Speeches & Media
Access Equals Excellence
Smith stays focused on dismantling financial barriers to education.
Kathleen McCartney, Smith Alumnae Quarterly, Summer 2019
For weeks this spring, a single story dominated higher education news coverage: the revelation that affluent parents—some of them famous—bribed officials at elite colleges and universities to secure admission for their children.
At dinner tables, board meetings and in hallway conversations, talk turned to the so-called Varsity Blues scandal. The scope of the payoffs and cheating, as uncovered by federal agents, painted in stark relief the persistent role of privilege in a system supposedly predicated on hard work and merit.
Smith was not implicated in the scandal. All admission decisions are made by the dean of admission based on a prospective student’s application and supporting materials. The integrity of our admission program is of paramount importance to the college, and academic promise is at the center of our selection process.
Nonetheless, the scandal and its aftermath hit home for me when I read an essay by English professor Jennine CapóCrucet, published in The New York Times, headlined “Wait, How Did You Get Into College? How first-generation students learn about the myth of meritocracy.” The essay recounts Crucet’s transition from “an overcrowded, underperforming Miami public high school” to Cornell University, and her subsequent loss of innocence about how some of her classmates gained an admission advantage.
“I had sincerely believed that when I stepped on campus I was leaving an unfair system behind, going to a place where my mind was valued more than what my parents did for a living,” the writer recounted. “No one in my family had gone to college, so no one could tell me otherwise.”
As I have shared with the Smith community, I am the oldest of five children and the first in my family to attend college. I went on every college tour on my own, only visiting schools I could reach by local public transportation. I sewed my own suit for admission interviews—rust-colored corduroy, but it was the 1970s, so perhaps I can be forgiven for this. Once enrolled at Tufts University, I continued to live at home, unaware that financial aid was available to enable me to live on campus with my college friends.
I received a stellar education at Tufts, for which I am forever grateful, an education that changed my life trajectory. And I am enormously proud to have served as a Tufts trustee. At the same time, I remain acutely aware that it could have been otherwise for me—and remains otherwise for far too many students. As hard as it is to acknowledge, the socioeconomic playing field has never been equal. Education provides access to the American Dream. If you can’t access education, that dream remains out of reach.
Smith College was founded with an access mission. Sophia Smith envisioned a college where women could receive an education equal in rigor to the kind that was available to men. Providing access for all qualified applicants informs every aspect of the college today, particularly admission decisions and scholarship aid. At Smith, 18 percent of students are first-generation. Twenty-two percent of students are eligible for federal Pell grants, awarded to those who demonstrate “exceptional financial need.” And 67 percent of students receive financial aid, ranging from several thousand dollars to the full cost of tuition, room and board. Next year, we will award nearly $80 million in scholarship aid.
Smith’s admission process is need-aware, not need-blind. In plain language: Depending on the college’s available financial aid resources, a small percentage of our admission decisions take into account a family’s ability to pay. I am laser-focused on fundraising for financial aid because I have the audacious goal of lowering—or even eliminating—that small percentage. Access equals excellence. When we open Smith to the best minds, we create opportunities to educate a new generation of leaders who will—with the benefit of their education and the power of their voices—lead the conversations that will lift communities, change policies, disrupt convention and create a more just and equitable world. We must never lose smart, creative and ambitious students to other institutions simply because of cost.
When I went to college, I was carried by the generosity of those who came before me. They didn’t know me, or my family, or my circumstances, but they recognized that resources, both financial and educational, can determine one’s future. In accepting the Smith presidency, I made a promise to the Smithies of today and tomorrow to work to dismantle the financial barriers to education that exist for so many of the world’s best students. Dishonest means should not get a student into college; lack of means should not keep a student out.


▶ ASSIGNED TASK: Each line of the data that mentions the string "hand" needs to be identified and copied.

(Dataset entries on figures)
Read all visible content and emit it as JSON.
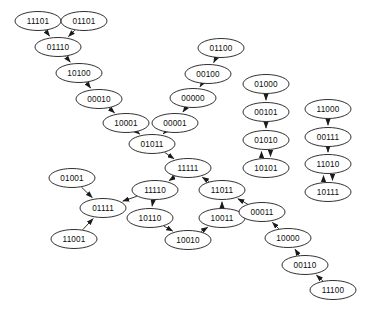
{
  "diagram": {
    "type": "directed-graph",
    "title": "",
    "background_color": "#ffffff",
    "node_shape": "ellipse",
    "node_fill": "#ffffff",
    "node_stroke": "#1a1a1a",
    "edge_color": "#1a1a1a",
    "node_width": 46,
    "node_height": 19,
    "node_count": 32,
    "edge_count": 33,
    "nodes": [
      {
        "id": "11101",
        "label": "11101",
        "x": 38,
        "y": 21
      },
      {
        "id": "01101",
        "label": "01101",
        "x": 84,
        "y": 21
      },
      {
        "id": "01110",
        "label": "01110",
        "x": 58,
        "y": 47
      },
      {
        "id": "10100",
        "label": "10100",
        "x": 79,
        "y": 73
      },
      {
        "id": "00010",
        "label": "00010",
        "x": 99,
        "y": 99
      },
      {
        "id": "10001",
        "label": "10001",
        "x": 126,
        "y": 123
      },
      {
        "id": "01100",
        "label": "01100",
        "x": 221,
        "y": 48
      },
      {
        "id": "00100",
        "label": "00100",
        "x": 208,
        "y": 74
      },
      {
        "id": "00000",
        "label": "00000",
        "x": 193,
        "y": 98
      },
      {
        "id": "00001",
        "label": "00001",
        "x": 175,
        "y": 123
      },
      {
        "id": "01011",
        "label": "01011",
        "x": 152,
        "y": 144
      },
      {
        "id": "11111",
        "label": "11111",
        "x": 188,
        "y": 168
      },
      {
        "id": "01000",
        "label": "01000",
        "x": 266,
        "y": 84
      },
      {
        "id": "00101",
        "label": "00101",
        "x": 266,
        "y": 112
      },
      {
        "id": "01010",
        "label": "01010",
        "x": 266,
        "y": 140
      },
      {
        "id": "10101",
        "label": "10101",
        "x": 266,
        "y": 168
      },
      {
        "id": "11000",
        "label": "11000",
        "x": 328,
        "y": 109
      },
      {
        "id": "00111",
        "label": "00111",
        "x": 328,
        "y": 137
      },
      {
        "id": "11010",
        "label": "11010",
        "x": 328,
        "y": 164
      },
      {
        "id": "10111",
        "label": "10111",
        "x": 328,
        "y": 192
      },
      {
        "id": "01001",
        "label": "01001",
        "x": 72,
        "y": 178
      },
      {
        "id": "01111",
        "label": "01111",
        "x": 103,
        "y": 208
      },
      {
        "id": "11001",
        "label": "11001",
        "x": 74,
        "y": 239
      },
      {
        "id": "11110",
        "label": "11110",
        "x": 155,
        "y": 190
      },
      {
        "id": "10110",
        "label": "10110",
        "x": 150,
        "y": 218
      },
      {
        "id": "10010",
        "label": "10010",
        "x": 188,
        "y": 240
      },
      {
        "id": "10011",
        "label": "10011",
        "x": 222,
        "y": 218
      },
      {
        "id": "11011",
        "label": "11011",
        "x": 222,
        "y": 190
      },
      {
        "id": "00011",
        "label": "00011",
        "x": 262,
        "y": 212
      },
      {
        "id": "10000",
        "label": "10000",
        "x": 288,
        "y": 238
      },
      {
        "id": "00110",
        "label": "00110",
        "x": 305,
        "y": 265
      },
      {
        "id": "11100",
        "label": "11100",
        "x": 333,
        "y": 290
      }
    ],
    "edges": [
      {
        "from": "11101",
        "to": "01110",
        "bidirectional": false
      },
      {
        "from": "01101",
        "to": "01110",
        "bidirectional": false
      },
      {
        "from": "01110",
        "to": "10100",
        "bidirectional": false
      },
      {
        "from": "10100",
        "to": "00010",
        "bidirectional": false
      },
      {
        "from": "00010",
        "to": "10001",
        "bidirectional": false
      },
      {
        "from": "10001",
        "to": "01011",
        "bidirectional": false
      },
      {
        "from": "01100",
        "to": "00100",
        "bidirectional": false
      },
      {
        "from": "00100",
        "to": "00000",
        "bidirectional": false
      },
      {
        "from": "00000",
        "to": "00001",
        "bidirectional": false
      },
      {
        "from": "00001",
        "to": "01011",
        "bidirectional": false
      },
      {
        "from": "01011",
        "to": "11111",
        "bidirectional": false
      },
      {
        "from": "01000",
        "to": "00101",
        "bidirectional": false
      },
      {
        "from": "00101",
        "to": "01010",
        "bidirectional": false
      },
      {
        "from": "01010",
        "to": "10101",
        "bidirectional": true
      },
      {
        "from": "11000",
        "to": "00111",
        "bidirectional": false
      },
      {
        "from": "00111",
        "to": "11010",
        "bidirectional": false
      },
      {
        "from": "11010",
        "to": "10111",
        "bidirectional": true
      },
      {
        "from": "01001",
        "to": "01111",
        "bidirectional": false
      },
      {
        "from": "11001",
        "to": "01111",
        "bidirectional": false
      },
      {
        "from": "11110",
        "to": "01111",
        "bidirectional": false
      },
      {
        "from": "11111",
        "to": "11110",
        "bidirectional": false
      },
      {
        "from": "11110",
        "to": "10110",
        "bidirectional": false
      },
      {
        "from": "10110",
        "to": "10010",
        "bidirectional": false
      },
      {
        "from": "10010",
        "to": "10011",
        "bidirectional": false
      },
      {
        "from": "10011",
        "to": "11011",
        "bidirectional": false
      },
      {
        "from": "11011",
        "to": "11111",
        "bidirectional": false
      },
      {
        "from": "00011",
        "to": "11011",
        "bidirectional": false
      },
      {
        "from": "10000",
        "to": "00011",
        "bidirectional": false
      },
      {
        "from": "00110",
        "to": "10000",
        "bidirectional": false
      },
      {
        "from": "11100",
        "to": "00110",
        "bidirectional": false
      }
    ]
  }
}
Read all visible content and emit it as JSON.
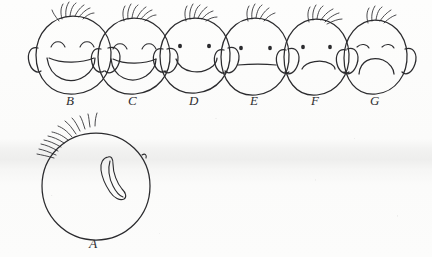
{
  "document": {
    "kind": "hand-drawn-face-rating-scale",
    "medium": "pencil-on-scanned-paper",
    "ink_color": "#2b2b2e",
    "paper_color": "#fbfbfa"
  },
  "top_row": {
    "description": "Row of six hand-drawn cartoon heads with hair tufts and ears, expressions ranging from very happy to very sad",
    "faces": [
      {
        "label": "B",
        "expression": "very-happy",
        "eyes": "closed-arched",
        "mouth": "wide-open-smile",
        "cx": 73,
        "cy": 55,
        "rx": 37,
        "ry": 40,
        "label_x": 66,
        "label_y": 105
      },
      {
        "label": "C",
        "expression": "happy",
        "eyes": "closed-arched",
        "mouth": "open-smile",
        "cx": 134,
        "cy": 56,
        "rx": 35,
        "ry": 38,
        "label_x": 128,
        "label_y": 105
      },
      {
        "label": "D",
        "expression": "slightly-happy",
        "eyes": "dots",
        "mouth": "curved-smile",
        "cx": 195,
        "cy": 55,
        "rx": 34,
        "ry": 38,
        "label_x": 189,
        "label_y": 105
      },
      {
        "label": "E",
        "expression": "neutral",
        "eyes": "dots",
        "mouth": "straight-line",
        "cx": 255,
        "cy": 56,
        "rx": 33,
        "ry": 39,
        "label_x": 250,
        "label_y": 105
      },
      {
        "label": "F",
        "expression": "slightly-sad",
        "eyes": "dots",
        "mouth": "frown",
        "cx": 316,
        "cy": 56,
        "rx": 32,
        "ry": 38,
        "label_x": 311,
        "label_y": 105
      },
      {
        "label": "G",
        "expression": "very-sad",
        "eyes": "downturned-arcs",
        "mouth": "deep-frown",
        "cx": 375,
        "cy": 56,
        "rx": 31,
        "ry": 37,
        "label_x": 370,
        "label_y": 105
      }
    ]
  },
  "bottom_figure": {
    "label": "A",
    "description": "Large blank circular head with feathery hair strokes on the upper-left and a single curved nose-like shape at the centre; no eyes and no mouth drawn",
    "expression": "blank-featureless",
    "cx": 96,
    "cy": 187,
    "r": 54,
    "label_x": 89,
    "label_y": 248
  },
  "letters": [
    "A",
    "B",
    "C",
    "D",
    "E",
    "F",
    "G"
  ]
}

▶ RESULT OF THIS TASK:
    "kind": "hand-drawn-face-rating-scale",
    "description": "Row of six hand-drawn cartoon heads with hair tufts and ears, expressions ranging from very happy to very sad",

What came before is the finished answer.